Her gaze lingered on a small, fractured piece of ceramic. "This was a gift from young Master Kade, wasn't it?"
"It doesn't matter," I choked out, my voice hoarse. "It's broken. Just throw it away."
A fierce, cold resolve began to solidify within me. If he could discard me so easily, I could discard him. I pushed myself up from the table. My room. My life. It needed to be purged.
I started with my desk, systematically gathering every trinket, every photo frame, every silly little gift Kade had ever given me. A small, handcrafted wooden box. A plush toy from a carnival we' d won. A framed picture of us, smiling, arms around each other, from our high school graduation. Each item, once a symbol of affection, now felt tainted, a hollow lie. His gifts weren't given out of love or genuine care, but tossed my way like crumbs from his table, just as he had tossed me aside now.

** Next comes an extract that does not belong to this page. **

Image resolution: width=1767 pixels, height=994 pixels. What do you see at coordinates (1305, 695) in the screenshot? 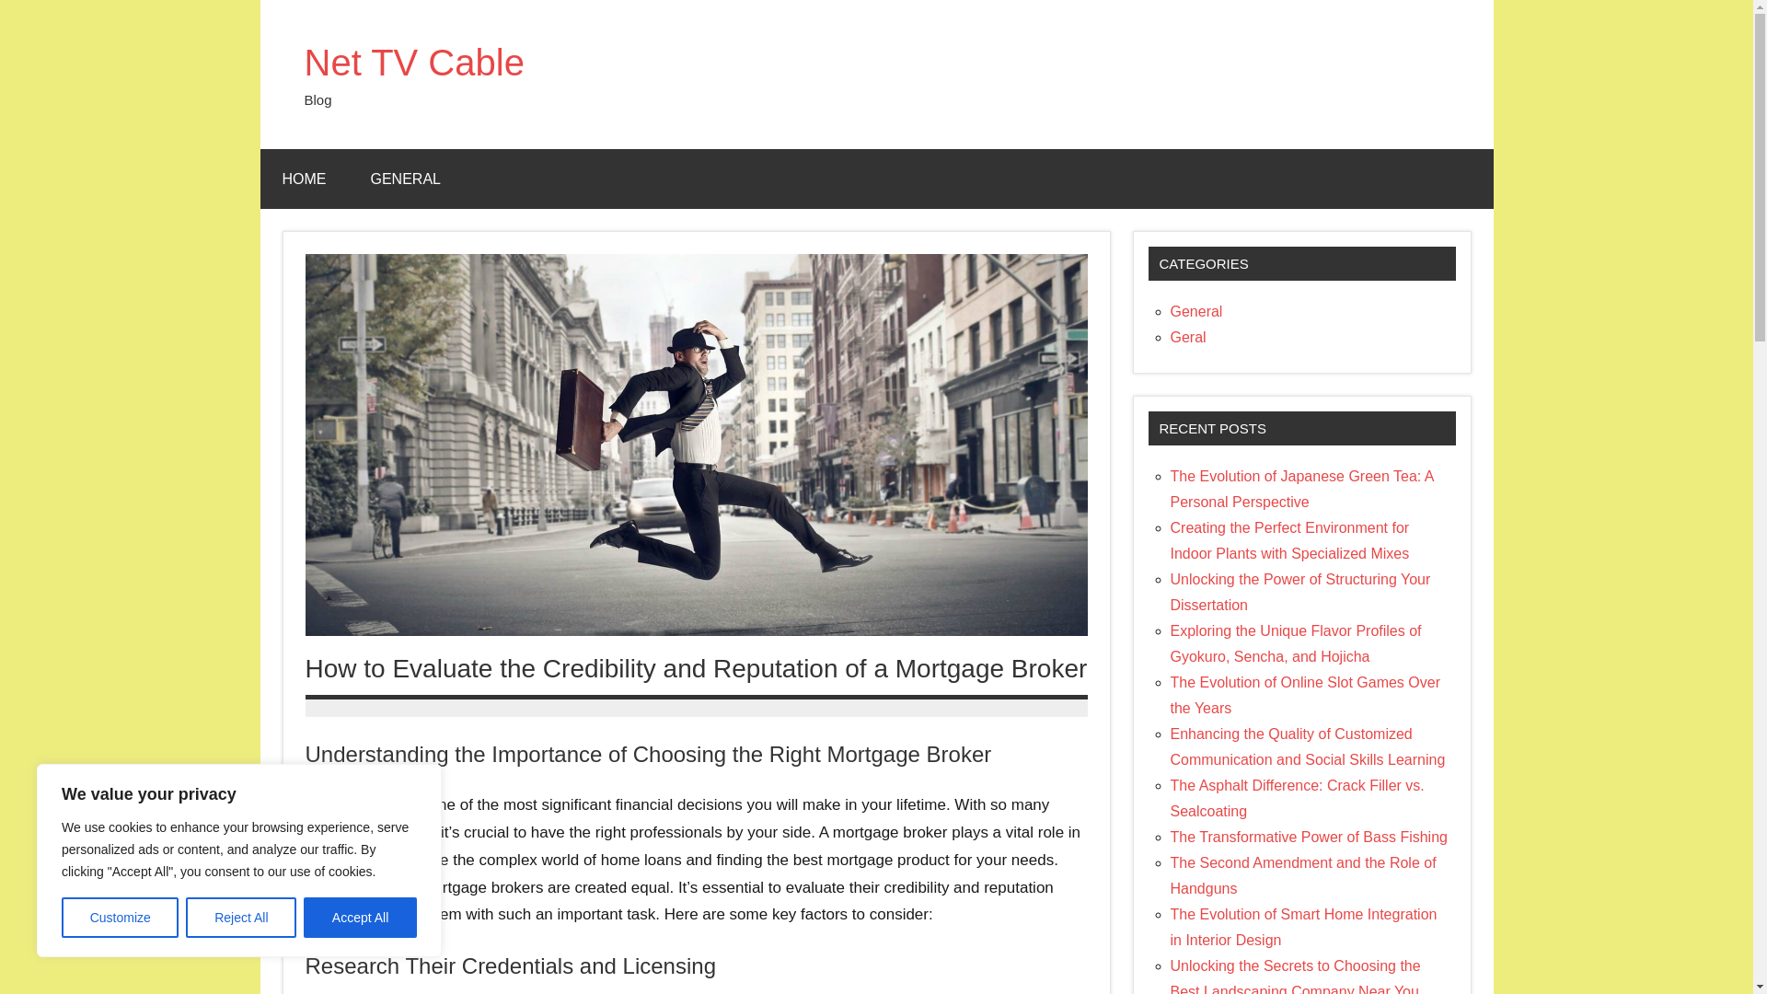
I see `The Evolution of Online Slot Games Over the Years` at bounding box center [1305, 695].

He hadn't contacted me. Not a call, not a text. No apology, no explanation. Just that cold, transactional message last night, followed by public displays of affection for Jodi. He was utterly consumed by his new, strategic relationship, completely oblivious to the wreckage he left behind. The gestures he once reserved for me, the special pancakes, the tender touches, were now carelessly bestowed upon her.
My hands trembled as I picked up a silver locket he had given me for my eighteenth birthday. Inside, a tiny photo of us. My fingers recoiled, as if the metal had burned me. It wasn't silver; it was a lie, a symbol of deceit. Every happy memory associated with these objects now felt poisoned, twisted. How could I ever look at them again without seeing his betrayal?

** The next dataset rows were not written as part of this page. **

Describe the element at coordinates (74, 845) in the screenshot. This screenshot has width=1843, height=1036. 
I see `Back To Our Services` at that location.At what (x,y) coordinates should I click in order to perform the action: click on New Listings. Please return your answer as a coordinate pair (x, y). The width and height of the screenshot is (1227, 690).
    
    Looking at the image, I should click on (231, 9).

My mother entered the room, her brow furrowed. "Addison? What are you doing, honey? You look like you're cleaning out a hurricane."
"Just... decluttering, Mom," I said, my voice deliberately flat. I didn't want her pity. I didn't want her questions. "I need a clear space. A fresh start. No distractions."
She paused, her gaze sweeping over the growing pile of Kade's discarded gifts. Her eyes softened, filled with a knowing sadness. "Is this about Kade?"
I picked up the last item, a small, worn coding textbook he' d lent me years ago, filled with his scribbled notes beside mine. I tossed it onto the pile with a satisfying thud. "Kade?" I scoffed, a bitter laugh escaping my lips. "Kade is… irrelevant. He's just a neighbor."
My mother' s eyes widened slightly, but she didn' t press. She knew me well enough to understand that when I put up that wall, it meant I wasn't ready to talk.
I packed all the items into a large cardboard box. Dragging it out of my room and down the stairs, I felt a strange, conflicting sense of lightness. It was a physical release, a symbolic severing of ties. But underneath, the wound still throbbed.
I knew I needed more than just a clean room. I needed new air, new faces, new everything. I needed to escape this city, this house, this suffocating history. I needed to be somewhere so far away, so different, that the ghost of Kade Dalton couldn' t follow. I needed a place where I could rebuild myself, brick by painful brick, without his shadow looming over me.